Here, as in the case of the
Lobelia, nature has blazoned her drug in higher colors than did ever
quack doctor.
He observes some points of resemblance between the Indians and Tartars,
but they are trivial, and not well considered. He mentions that the
Tartars have the same custom, with some of these tribes, of shaving all
the head except a tuft on the crown. Catlin says this is intended, to
afford a convenient means by which to take away the scalp; for they
consider it a great disgrace to have the foeman neglect this, as if he
considered the conquest, of which the scalp is the certificate, no
addition to his honors.
"The Tartars," he says, "had a similar custom of sacrificing the dog;
and among the Kamschatkans was a dance resembling the dog-dance of our
Indians."
My friend, who joined me at Mackinaw, happened, on the homeward journey,
to see a little Chinese girl, who had been sent over by one of the
missions, and observed that, in features, complexion, and gesture, she
was a counterpart to the little Indian girls she had just seen playing
about on the lake shore.
The parentage of these tribes is still an interesting subject of
speculation, though, if they be not created for this region, they have
become so assimilated to it as to retain little trace of any other.
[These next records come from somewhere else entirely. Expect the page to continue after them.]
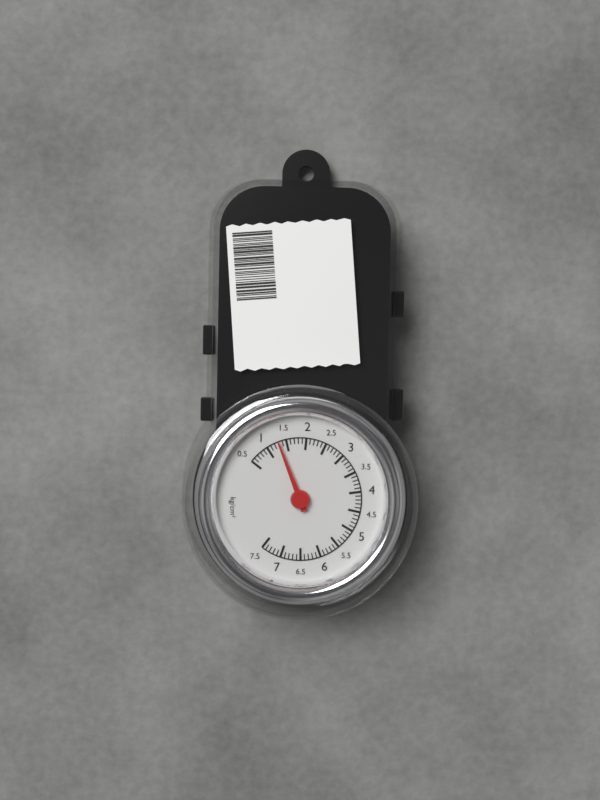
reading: 1.3 kg/cm²
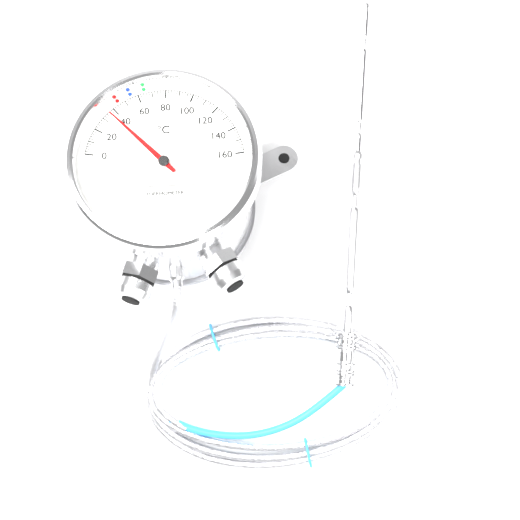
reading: 36 °C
To
me it seems most probable, that a peculiar race was bestowed on each
region, as the lion on one latitude and the white bear on another. As
man has two natures--one, like that of the plants and animals, adapted
to the uses and enjoyments of this planet, another, which presages and
demands a higher sphere--he is constantly breaking bounds, in proportion
as the mental gets the better of the mere instinctive existence.